Stargarde smiled languidly. “I referred to that and she said she would not care if you were a hundred.”
“That sounds like her,” he said with satisfaction. “I will go now lest I should meet her.”
“Yes, do so,” said Stargarde with sweet inhospitality; “and try to keep away from here for a time.”
“I will,” he said, and after a little further conversation he left her and went back to what he speedily found to be a very lonely house. There was no more cheerful girlish chatter about the halls and in the rooms of his dwelling, for as the days went by, Judy with her usual shrewdness discovered the situation of affairs, and calmly absented herself from home and presented herself at the Pavilion at all manner of unseasonable hours.
“If you have a pretty flower,” she said coolly, “and some one else picks it, you can at least go and sit down beside it and enjoy its perfume, though why this particular hothouse bloom should choose to transplant itself among weeds and stubble is more than I can imagine—making petticoats and aprons for old women too. Stuff and nonsense! She’ll soon get over it.”
Weeks passed away and Armour in a kind of dull resignation continued his solitary life. Judy was rarely at home and Mrs. Colonibel had grown strangely quiet and haggard. She was also losing her flesh. Armour did not know what was the matter with her, though he knew quite well what ailed his brother, who at home was always dull now, never merry, and who so often returned from the town with a bright red spot in each cheek.
At such times Armour eyed him keenly and suspiciously, for he knew that the red spots betokened a visit to the Pavilion.
“Valentine has developed quite a fondness for Stargarde’s society,” said Judy one day in a vexed way. “I wish that he would stay at home. No one is happy when he is about, for he teases unmercifully, from the dog up to the human beings.”
Camperdown disapproved hugely of the situation of affairs. “It is always the unexpected that occurs,” he said one day to Stargarde; “but I didn’t expect such a block as this. I’m going to interfere. That girl is worrying you to death.”
“No, she is not,” said Stargarde; “she really is not, Brian.”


→ BRIEF:
Whenever a line carries the word "pixels", pull it out of the entries.

→ DATA LISTING:
----------------------------------------
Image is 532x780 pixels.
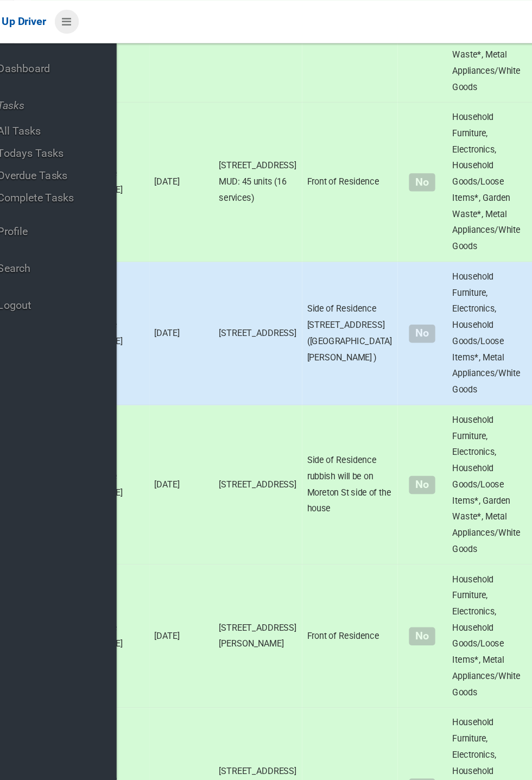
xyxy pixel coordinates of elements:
----------------------------------------
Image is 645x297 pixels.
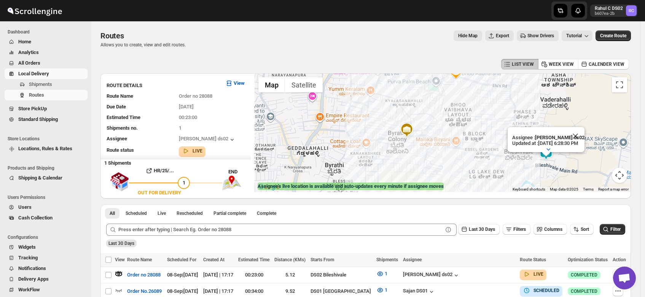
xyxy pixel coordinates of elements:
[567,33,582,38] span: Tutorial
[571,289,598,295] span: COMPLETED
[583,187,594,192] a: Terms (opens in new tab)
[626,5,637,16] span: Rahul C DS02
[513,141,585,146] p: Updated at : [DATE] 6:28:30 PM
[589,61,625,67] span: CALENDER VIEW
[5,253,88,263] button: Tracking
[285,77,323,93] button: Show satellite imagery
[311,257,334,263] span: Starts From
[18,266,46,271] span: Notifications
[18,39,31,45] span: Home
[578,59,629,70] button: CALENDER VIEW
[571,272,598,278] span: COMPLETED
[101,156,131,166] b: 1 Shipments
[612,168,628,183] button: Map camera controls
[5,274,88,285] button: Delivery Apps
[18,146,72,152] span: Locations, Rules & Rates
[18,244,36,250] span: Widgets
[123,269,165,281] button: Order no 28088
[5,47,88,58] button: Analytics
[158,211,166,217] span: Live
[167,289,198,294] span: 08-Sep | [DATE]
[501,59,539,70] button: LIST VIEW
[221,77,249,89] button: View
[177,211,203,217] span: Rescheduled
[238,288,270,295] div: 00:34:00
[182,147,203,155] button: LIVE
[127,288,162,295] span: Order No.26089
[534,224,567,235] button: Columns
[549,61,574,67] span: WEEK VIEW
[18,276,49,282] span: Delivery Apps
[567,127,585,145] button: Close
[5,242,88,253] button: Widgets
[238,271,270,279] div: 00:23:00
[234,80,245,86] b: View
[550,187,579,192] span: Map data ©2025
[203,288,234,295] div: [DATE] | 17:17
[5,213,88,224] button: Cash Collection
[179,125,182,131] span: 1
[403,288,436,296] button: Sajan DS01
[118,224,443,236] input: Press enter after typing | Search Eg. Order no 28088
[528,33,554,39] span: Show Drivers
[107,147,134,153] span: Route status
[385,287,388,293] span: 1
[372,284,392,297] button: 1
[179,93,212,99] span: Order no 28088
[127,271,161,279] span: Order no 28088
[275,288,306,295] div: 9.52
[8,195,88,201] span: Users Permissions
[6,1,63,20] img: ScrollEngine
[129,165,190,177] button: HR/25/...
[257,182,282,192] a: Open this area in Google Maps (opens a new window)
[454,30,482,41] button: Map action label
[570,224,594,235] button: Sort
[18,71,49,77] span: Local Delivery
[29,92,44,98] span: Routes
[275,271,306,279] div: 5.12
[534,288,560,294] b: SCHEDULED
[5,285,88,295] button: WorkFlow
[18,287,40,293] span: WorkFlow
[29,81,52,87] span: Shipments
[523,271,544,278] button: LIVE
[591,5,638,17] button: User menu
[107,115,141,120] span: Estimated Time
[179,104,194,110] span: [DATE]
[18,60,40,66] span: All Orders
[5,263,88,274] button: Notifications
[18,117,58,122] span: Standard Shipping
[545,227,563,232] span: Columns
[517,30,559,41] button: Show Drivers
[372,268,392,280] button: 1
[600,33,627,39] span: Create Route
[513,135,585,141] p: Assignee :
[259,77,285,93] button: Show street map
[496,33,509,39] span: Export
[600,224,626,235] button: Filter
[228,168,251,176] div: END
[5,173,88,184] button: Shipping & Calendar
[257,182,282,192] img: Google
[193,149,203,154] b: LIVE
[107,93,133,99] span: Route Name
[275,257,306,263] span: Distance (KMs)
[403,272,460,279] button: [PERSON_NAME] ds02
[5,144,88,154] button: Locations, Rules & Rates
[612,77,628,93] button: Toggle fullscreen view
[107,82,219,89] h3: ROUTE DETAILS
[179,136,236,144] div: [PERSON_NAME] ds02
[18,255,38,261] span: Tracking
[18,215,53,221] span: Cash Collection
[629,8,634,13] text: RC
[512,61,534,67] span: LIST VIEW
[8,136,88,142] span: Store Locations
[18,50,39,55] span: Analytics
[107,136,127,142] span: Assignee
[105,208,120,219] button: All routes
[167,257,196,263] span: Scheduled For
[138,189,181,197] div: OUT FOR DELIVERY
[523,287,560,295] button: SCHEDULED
----------------------------------------
→ EXERCISE ANSWER:
Image is 532x780 pixels.
Image is 645x297 pixels.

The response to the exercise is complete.